4. Drama and comedy formats could be the next turn of the wheel
All execs appearing on the Future of Formats in CEE panel agreed the Polish market was absolutely prime real estate for scripted formats, particularly in comedy following Canal+’s success with its local version of The Office, which has now aired for five seasons.

Banijay-owned prodco Endemol Shine Poland is planning to push further into Central and Eastern Europe (CEE)’s scripted market after successfully re-booting crime format Penoza. The Warsaw-based outfit is best known for producing entertainment formats such as Your Face Sounds Familiar, Good Luck Guys and MasterChef, with scripted playing a smaller role in its output. But that looks set to change as the label readies a slate of original dramas under CEO Małgorzata ‘Gosia’ Perkowska-Czaja.

Steve Matthews

“The brilliant Gosia took over as CEO in Poland and that brought a new kind of energy and passion for scripted,” Steve Matthews, head of scripted, creative at Banijay, told C21. “She really wants to lift up the scripted side, which is clearly an area ripe for expansion. Gosia definitely doesn’t want to rest on her laurels and do just unscripted. There is a lot in development in the scripted slate. Some of those are originals and longform dramas, while some are taking a little bit longer to work their way through various forms. Gosia is working away and they’re super busy.”

St Clair at Sony said: “We’re pushing our extensive Sony scripted catalogue. We have Doc, Teacher, Mad About You, Married With Children and a lot of nuanced comedy like Chosen and Yo No Soy Mendoza. I’ll be pushing all of that in CEE. We see a big opportunity in scripted formats.”

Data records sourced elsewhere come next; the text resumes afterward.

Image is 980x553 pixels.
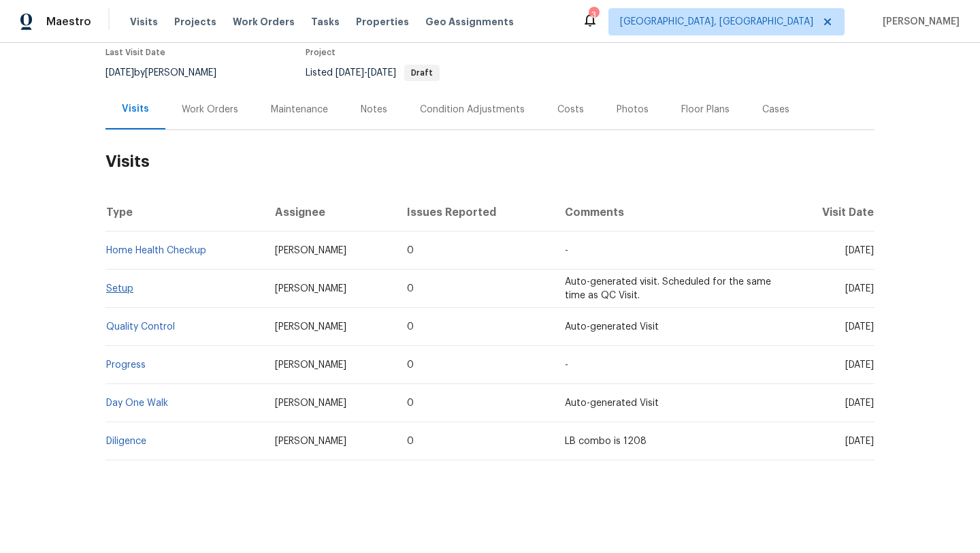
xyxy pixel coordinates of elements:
span: Maestro [46,15,91,28]
div: Floor Plans [681,102,730,117]
span: [PERSON_NAME] [275,399,346,408]
span: [DATE] [845,322,874,332]
span: Listed [306,68,440,78]
div: Notes [361,102,387,117]
span: 0 [407,322,414,332]
span: Visits [130,15,158,28]
span: Projects [174,15,216,28]
span: 0 [407,399,414,408]
div: Condition Adjustments [420,102,525,117]
span: Auto-generated visit. Scheduled for the same time as QC Visit. [565,277,771,300]
span: [DATE] [845,399,874,408]
span: [PERSON_NAME] [275,246,346,256]
span: Project [306,48,336,56]
th: Assignee [264,194,397,231]
span: [DATE] [845,436,874,446]
span: [PERSON_NAME] [275,322,346,332]
span: Geo Assignments [425,15,513,28]
span: 0 [407,360,414,370]
span: Draft [405,69,438,77]
span: [PERSON_NAME] [275,360,346,370]
div: by [PERSON_NAME] [105,65,233,81]
span: [DATE] [105,68,134,78]
span: Properties [356,15,409,28]
span: - [565,360,568,370]
span: LB combo is 1208 [565,436,646,446]
span: - [336,68,396,78]
span: 0 [407,246,414,256]
th: Issues Reported [396,194,553,231]
span: Tasks [311,17,339,26]
th: Comments [554,194,784,231]
div: 3 [589,8,598,22]
a: Quality Control [106,322,175,332]
span: - [565,246,568,256]
span: [DATE] [845,246,874,256]
span: Last Visit Date [105,48,166,56]
div: Photos [617,102,649,117]
div: Visits [122,102,149,116]
span: 0 [407,284,414,293]
div: Cases [762,102,789,117]
a: Day One Walk [106,399,168,408]
span: [DATE] [845,284,874,293]
span: Auto-generated Visit [565,322,659,332]
h2: Visits [105,130,875,194]
a: Home Health Checkup [106,246,206,256]
div: Work Orders [181,102,238,117]
span: [DATE] [845,360,874,370]
div: Costs [558,102,584,117]
span: Auto-generated Visit [565,399,659,408]
span: [GEOGRAPHIC_DATA], [GEOGRAPHIC_DATA] [620,15,813,28]
span: [PERSON_NAME] [275,284,346,293]
span: Work Orders [233,15,294,28]
span: [DATE] [336,68,364,78]
a: Progress [106,360,146,370]
a: Setup [106,284,134,293]
th: Type [105,194,264,231]
span: [PERSON_NAME] [877,15,959,28]
span: [DATE] [368,68,396,78]
a: Diligence [106,436,147,446]
span: 0 [407,436,414,446]
div: Maintenance [271,102,328,117]
th: Visit Date [784,194,875,231]
span: [PERSON_NAME] [275,436,346,446]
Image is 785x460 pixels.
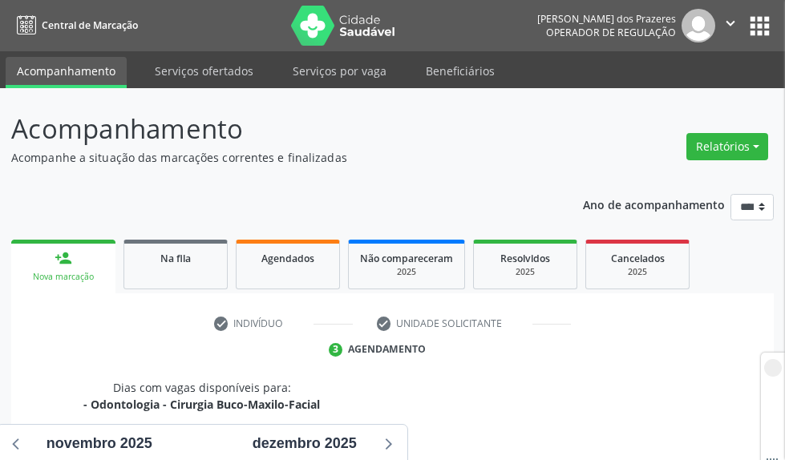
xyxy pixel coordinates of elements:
[42,18,138,32] span: Central de Marcação
[715,9,745,42] button: 
[22,271,104,283] div: Nova marcação
[160,252,191,265] span: Na fila
[83,396,320,413] div: - Odontologia - Cirurgia Buco-Maxilo-Facial
[611,252,664,265] span: Cancelados
[414,57,506,85] a: Beneficiários
[11,109,545,149] p: Acompanhamento
[329,343,343,357] div: 3
[40,433,159,454] div: novembro 2025
[11,149,545,166] p: Acompanhe a situação das marcações correntes e finalizadas
[686,133,768,160] button: Relatórios
[54,249,72,267] div: person_add
[143,57,264,85] a: Serviços ofertados
[537,12,676,26] div: [PERSON_NAME] dos Prazeres
[246,433,363,454] div: dezembro 2025
[261,252,314,265] span: Agendados
[681,9,715,42] img: img
[83,379,320,413] div: Dias com vagas disponíveis para:
[583,194,724,214] p: Ano de acompanhamento
[360,252,453,265] span: Não compareceram
[721,14,739,32] i: 
[745,12,773,40] button: apps
[281,57,398,85] a: Serviços por vaga
[546,26,676,39] span: Operador de regulação
[348,342,426,357] div: Agendamento
[6,57,127,88] a: Acompanhamento
[360,266,453,278] div: 2025
[11,12,138,38] a: Central de Marcação
[500,252,550,265] span: Resolvidos
[597,266,677,278] div: 2025
[485,266,565,278] div: 2025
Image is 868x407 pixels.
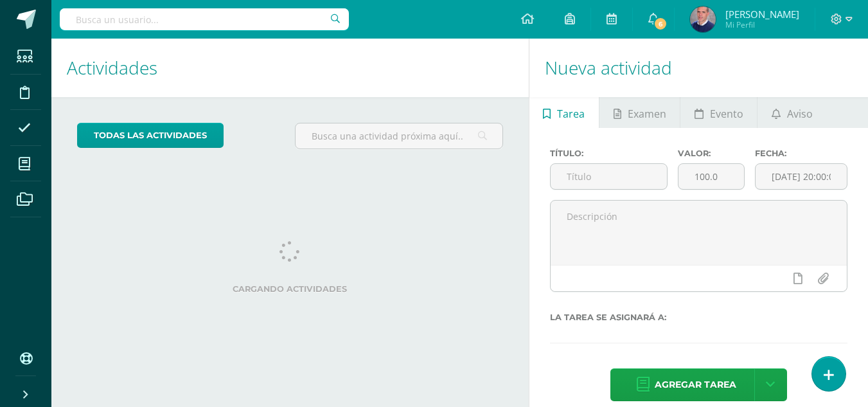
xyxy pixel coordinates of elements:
a: todas las Actividades [77,122,223,148]
span: [PERSON_NAME] [725,8,799,21]
label: Título: [550,149,668,158]
input: Busca una actividad próxima aquí... [295,123,502,149]
span: Examen [628,98,666,129]
a: Examen [599,97,679,128]
label: Fecha: [755,149,847,158]
input: Busca un usuario... [60,9,349,30]
span: Evento [710,98,743,129]
input: Título [551,164,667,189]
h1: Actividades [67,38,513,97]
label: Cargando actividades [77,284,503,294]
span: Mi Perfil [725,19,799,30]
label: La tarea se asignará a: [550,312,847,322]
input: Fecha de entrega [756,164,847,189]
input: Puntos máximos [678,164,744,189]
span: 6 [653,16,667,31]
span: Agregar tarea [655,369,736,400]
a: Evento [680,97,757,128]
span: Aviso [787,98,813,129]
a: Tarea [529,97,598,128]
img: 1515e9211533a8aef101277efa176555.png [690,6,716,32]
label: Valor: [678,149,744,158]
span: Tarea [557,98,585,129]
a: Aviso [757,97,826,128]
h1: Nueva actividad [545,38,852,97]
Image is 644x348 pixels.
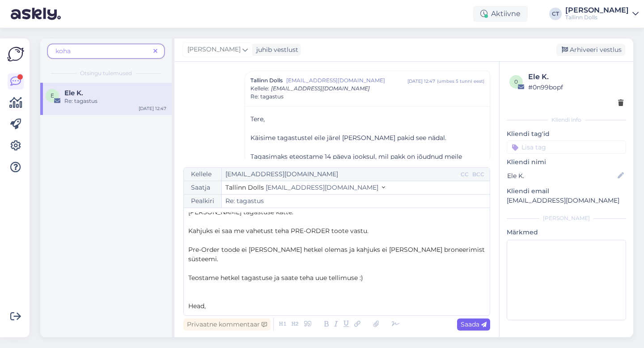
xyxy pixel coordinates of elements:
[515,78,518,85] span: 0
[507,171,616,181] input: Lisa nimi
[507,116,626,124] div: Kliendi info
[251,153,462,170] span: Tagasimaks eteostame 14 päeva jooksul, mil pakk on jõudnud meile omnivasse.
[507,187,626,196] p: Kliendi email
[437,78,485,84] div: ( umbes 5 tunni eest )
[138,105,167,112] div: [DATE] 12:47
[528,82,623,92] div: # 0n99bopf
[271,85,370,92] span: [EMAIL_ADDRESS][DOMAIN_NAME]
[251,115,265,123] span: Tere,
[286,76,408,84] span: [EMAIL_ADDRESS][DOMAIN_NAME]
[507,158,626,167] p: Kliendi nimi
[251,76,283,84] span: Tallinn Dolls
[188,227,369,235] span: Kahjuks ei saa me vahetust teha PRE-ORDER toote vastu.
[188,245,486,263] span: Pre-Order toode ei [PERSON_NAME] hetkel olemas ja kahjuks ei [PERSON_NAME] broneerimist süsteemi.
[408,78,435,84] div: [DATE] 12:47
[188,302,206,310] span: Head,
[565,7,639,21] a: [PERSON_NAME]Tallinn Dolls
[188,45,241,54] span: [PERSON_NAME]
[222,195,490,208] input: Write subject here...
[251,85,269,92] span: Kellele :
[64,97,167,105] div: Re: tagastus
[251,93,284,101] span: Re: tagastus
[183,318,271,330] div: Privaatne kommentaar
[473,6,528,22] div: Aktiivne
[507,196,626,205] p: [EMAIL_ADDRESS][DOMAIN_NAME]
[184,181,222,194] div: Saatja
[253,45,298,54] div: juhib vestlust
[64,89,83,97] span: Ele K.
[557,44,625,56] div: Arhiveeri vestlus
[471,170,486,179] div: BCC
[251,134,446,142] span: Käisime tagastustel eile järel [PERSON_NAME] pakid see nädal.
[222,168,459,181] input: Recepient...
[188,274,363,282] span: Teostame hetkel tagastuse ja saate teha uue tellimuse :)
[80,69,132,77] span: Otsingu tulemused
[549,8,562,20] div: CT
[461,320,486,328] span: Saada
[459,170,471,179] div: CC
[507,228,626,237] p: Märkmed
[528,72,623,82] div: Ele K.
[507,214,626,222] div: [PERSON_NAME]
[507,129,626,138] p: Kliendi tag'id
[51,92,54,99] span: E
[225,183,264,191] span: Tallinn Dolls
[55,47,71,55] span: koha
[184,168,222,181] div: Kellele
[565,14,629,21] div: Tallinn Dolls
[565,7,629,14] div: [PERSON_NAME]
[184,195,222,208] div: Pealkiri
[7,46,24,63] img: Askly Logo
[266,183,379,191] span: [EMAIL_ADDRESS][DOMAIN_NAME]
[225,183,385,192] button: Tallinn Dolls [EMAIL_ADDRESS][DOMAIN_NAME]
[507,140,626,154] input: Lisa tag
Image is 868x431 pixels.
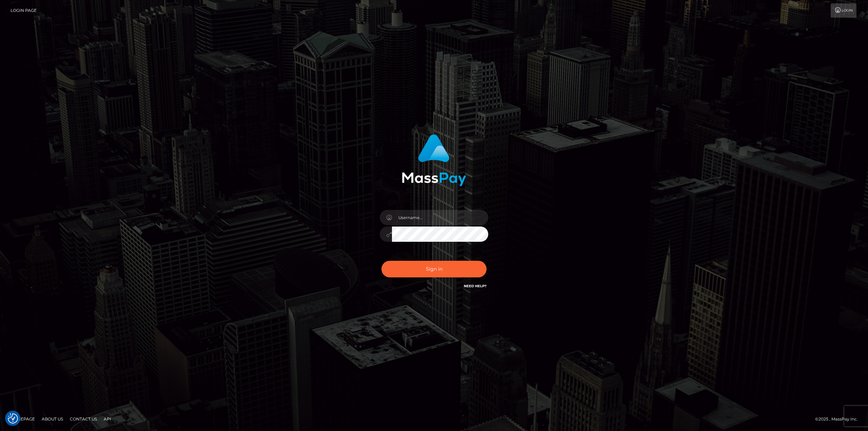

Van Niekerk at BBC Studios adds: “We would love to do more scripted in the territory; we have Ghosts, Doctor Foster and others. The BBC has more great formats than just Dancing With The Stars. We also have The Honesty Box, 1% Club and a vast catalogue of successful gameshows that work well in access prime.”

5. A lesson from the Netherlands
The age-old question at events like Content Warsaw is how you turn your market from an importer and adapter of formats into an exporter of original IP. This is difficult when, as we heard last week, one of the main trend is reboots of classic IP. Kepinski at Jake Vision thinks the answer may lay elsewhere in Europe.

He said: “Linear television broadcaster are into formats because they don’t want to take risk. The streamers take risk but they also take all the IP rights. LOL on Amazon is only for Amazon, same with Love Is Blind for Netflix. In the Netherlands, you have John De Mol owning his own broadcaster. He puts 50 formats a year out there, 48 don’t do well but two are succeeding. The Floor – he started that on his SBS. He’s taking the risk. That’s something which should change here, in my opinion.”